There is a dead body on the sidewalk.
Head smashed. Brains smeared. Paws twisted.
Chunks of fur on the ground.
Somebody killed Mrs. Nibblesworth today.
I’m staring.
As the neighbors emerge from their houses, I’m staring. And your dead cat, Cassandra, is staring right back.
“It’s the eyes.” You walked into my empty studio after hours, the first time we met. I had no masterpiece just yet, but then there was you—you with your grace and your dress and your cat. “Mrs. Nibblesworth has the most adorable gray eyes.”
Dead eyes. She is nothing but a dead cat on the street, murdered like she should be. Ogled by onlookers with nothing better to do, so they can come home at the end of the day and tell this story to their wives, to their children. A story.
A story of your cat’s remains, Cassandra. All around her, a pool of blood, seeping into the cracks on the gravel. Crawling. Spreading. Vines.
Vines forming a face.
Your face.
“A perfect copy.” You peered at the drawing pad in my hand. “And you weren’t even looking at my face for reference.”
I gazed up at the vines of the tree we were under. “Your beauty is everywhere, Cassandra.”
And your laughter echoed into the night. “You’re my artistic bastard.”
“Whoever did this is a bastard,” an old man says to the crowd.
“It’s just some stupid cat.” A boy snorts in disgust at the smell of Mrs. Nibblesworth’s blood. The pungent scent invigorates me. Stings. The smell of fresh paint.
“Paint me.”
You sat on the stool and crossed your legs. “Do you remember the photos of my ancestors at my house?”
“Yes.”
“When I die, I don’t want to be just another picture on the wall.” You smiled and tilted your head, like you knew you were going to die.
“Paint me.”
And I did. I did paint you, Cassandra, everything about you. Your beauty, your spirit, your love for me. The painting was alive; it was everything I loved about you, everything you meant to me.
I have thrown that painting away.
“We have to throw the body away,” a lady says. “We can’t just leave it out here for the little ones to see up-close…”
Mrs. Nibblesworth. Up-close. Can people not see it?
I can, Cassandra. I can see everything that’s wrong about your cat, everything that shouldn’t have happened, everything that I hate.
I hate your cat.
“I know you do, but you just need to keep her overnight. You can take her with you when you pick me up from the party tomorrow.” You cradled Mrs. Nibblesworth in your arms and handed her over to me that night. Warm. Soft. Fur. I realized just how breakable she was.
Snap, snap, snap.
Tempting.
“Will you miss me?”
“It’s only a day, Cassandra.”
“I know. Will you?”
Your eyes were twinkling. I should have known I would never see them again. “To death.”
“It’s the death of a cat. A cat.” A man rolls his eyes. “Just throw it away, for fuck’s sake. It’s disgusting.”
Disgusting. Unsightly. A dead body on the street.
Was this how it happened, Cassandra? When you were wasting away on the street, your stench overwhelming, your insides oozing onto the pavement?
Did people gather around you, murmur about you, stare at you like you were a fascinating little story to tell when they got home? Was this what you looked like, Cassandra? Your body ripped open, your clothes torn, your legs twisted, your head smashed onto the ground?
Were your eyes, your beautiful, empty eyes, staring back at everyone who ogled at you? Were your lips, your soft, dead lips, forced open in a muted scream?
And was your heart, your lonely, fragile heart, broken when I failed to reach you in time?
Snap.
Snap.
Snap.
I look down at the scratches on my arms, still fresh, still bleeding, and wonder for a second if you’re clawing at something, too, inside your coffin, clawing at the lid, screaming for help, screaming for me.
I don’t hear you. Nobody hears you.
I don’t want to be reminded, Cassandra.
I don’t want to be reminded of everything you ever were, everything we ever shared. I don’t want to see you everywhere, your beauty in every vine, every painting.
Every cat.
The neighbors have decided to throw Mrs. Nibblesworth away and just get it over with. Some men have volunteered to clean up the mess, and the crowd is now leaving. Just like that.
You’re just another mess, Cassandra. Nobody remembers you now.
I won’t remember you now.
And this, this whole silly tale of dead cats and prying neighbors and bloody pavements, is just another story to tell.
A story.
Somebody killed Mrs. Nibblesworth today.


## Work request
Give the data back exactly. Leave out any images.

## Input records
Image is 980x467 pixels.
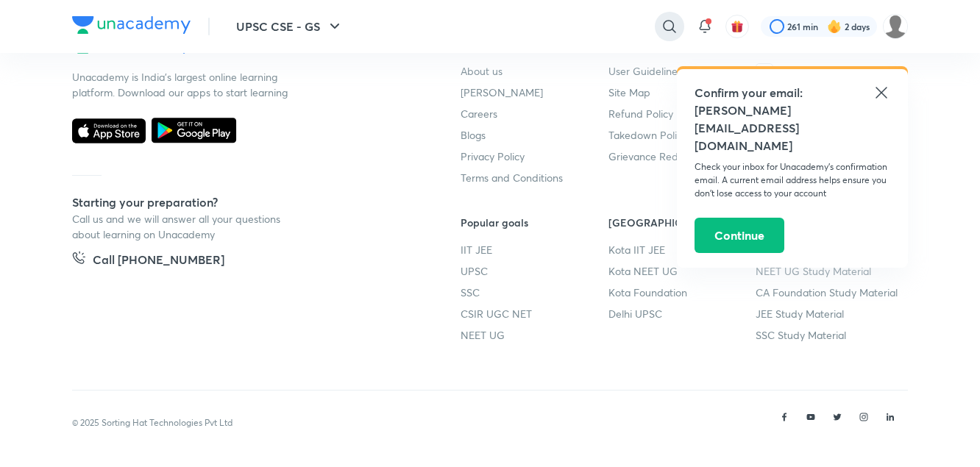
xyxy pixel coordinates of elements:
[609,63,756,79] a: User Guidelines
[461,306,609,322] a: CSIR UGC NET
[609,127,756,143] a: Takedown Policy
[756,63,773,81] img: Learner app
[461,242,609,257] a: IIT JEE
[461,106,498,121] span: Careers
[461,85,609,100] a: [PERSON_NAME]
[72,417,232,429] p: © 2025 Sorting Hat Technologies Pvt Ltd
[228,12,352,42] button: UPSC CSE - GS
[461,148,609,164] a: Privacy Policy
[725,14,749,38] button: avatar
[93,251,224,271] h5: Call [PHONE_NUMBER]
[72,251,224,271] a: Call [PHONE_NUMBER]
[756,285,903,300] a: CA Foundation Study Material
[780,65,838,80] span: Learner app
[756,63,903,81] a: Learner app
[756,327,903,342] a: SSC Study Material
[695,101,891,154] h5: [PERSON_NAME][EMAIL_ADDRESS][DOMAIN_NAME]
[609,106,756,121] a: Refund Policy
[609,148,756,164] a: Grievance Redressal
[609,285,756,300] a: Kota Foundation
[756,263,903,279] a: NEET UG Study Material
[461,215,609,230] h6: Popular goals
[461,285,609,300] a: SSC
[695,160,891,200] p: Check your inbox for Unacademy’s confirmation email. A current email address helps ensure you don...
[756,306,903,322] a: JEE Study Material
[609,215,756,230] h6: [GEOGRAPHIC_DATA]
[731,20,744,33] img: avatar
[695,218,784,253] button: Continue
[609,306,756,322] a: Delhi UPSC
[461,263,609,279] a: UPSC
[609,242,756,257] a: Kota IIT JEE
[461,106,609,121] a: Careers
[72,211,293,242] p: Call us and we will answer all your questions about learning on Unacademy
[461,327,609,342] a: NEET UG
[72,16,191,38] a: Company Logo
[609,85,756,100] a: Site Map
[72,16,191,34] img: Company Logo
[461,170,609,185] a: Terms and Conditions
[609,263,756,279] a: Kota NEET UG
[72,69,293,100] p: Unacademy is India’s largest online learning platform. Download our apps to start learning
[461,63,609,79] a: About us
[72,193,414,211] h5: Starting your preparation?
[883,14,908,39] img: LEKHA
[461,127,609,143] a: Blogs
[827,19,842,34] img: streak
[695,84,891,101] h5: Confirm your email:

## Exercise answer
Image is 980x467 pixels.
xyxy pixel coordinates of elements:
[609,63,756,79] a: User Guidelines
[461,306,609,322] a: CSIR UGC NET
[609,127,756,143] a: Takedown Policy
[756,63,773,81] img: Learner app
[461,242,609,257] a: IIT JEE
[461,106,498,121] span: Careers
[461,85,609,100] a: [PERSON_NAME]
[72,417,232,429] p: © 2025 Sorting Hat Technologies Pvt Ltd
[228,12,352,42] button: UPSC CSE - GS
[461,148,609,164] a: Privacy Policy
[725,14,749,38] button: avatar
[93,251,224,271] h5: Call [PHONE_NUMBER]
[72,251,224,271] a: Call [PHONE_NUMBER]
[756,285,903,300] a: CA Foundation Study Material
[780,65,838,80] span: Learner app
[756,63,903,81] a: Learner app
[756,327,903,342] a: SSC Study Material
[695,101,891,154] h5: [PERSON_NAME][EMAIL_ADDRESS][DOMAIN_NAME]
[609,106,756,121] a: Refund Policy
[609,148,756,164] a: Grievance Redressal
[609,285,756,300] a: Kota Foundation
[756,263,903,279] a: NEET UG Study Material
[461,215,609,230] h6: Popular goals
[461,285,609,300] a: SSC
[695,160,891,200] p: Check your inbox for Unacademy’s confirmation email. A current email address helps ensure you don...
[756,306,903,322] a: JEE Study Material
[609,215,756,230] h6: [GEOGRAPHIC_DATA]
[731,20,744,33] img: avatar
[695,218,784,253] button: Continue
[609,306,756,322] a: Delhi UPSC
[461,263,609,279] a: UPSC
[609,242,756,257] a: Kota IIT JEE
[461,106,609,121] a: Careers
[72,211,293,242] p: Call us and we will answer all your questions about learning on Unacademy
[461,327,609,342] a: NEET UG
[72,16,191,38] a: Company Logo
[609,85,756,100] a: Site Map
[72,16,191,34] img: Company Logo
[461,170,609,185] a: Terms and Conditions
[609,263,756,279] a: Kota NEET UG
[72,69,293,100] p: Unacademy is India’s largest online learning platform. Download our apps to start learning
[461,63,609,79] a: About us
[72,193,414,211] h5: Starting your preparation?
[883,14,908,39] img: LEKHA
[461,127,609,143] a: Blogs
[827,19,842,34] img: streak
[695,84,891,101] h5: Confirm your email:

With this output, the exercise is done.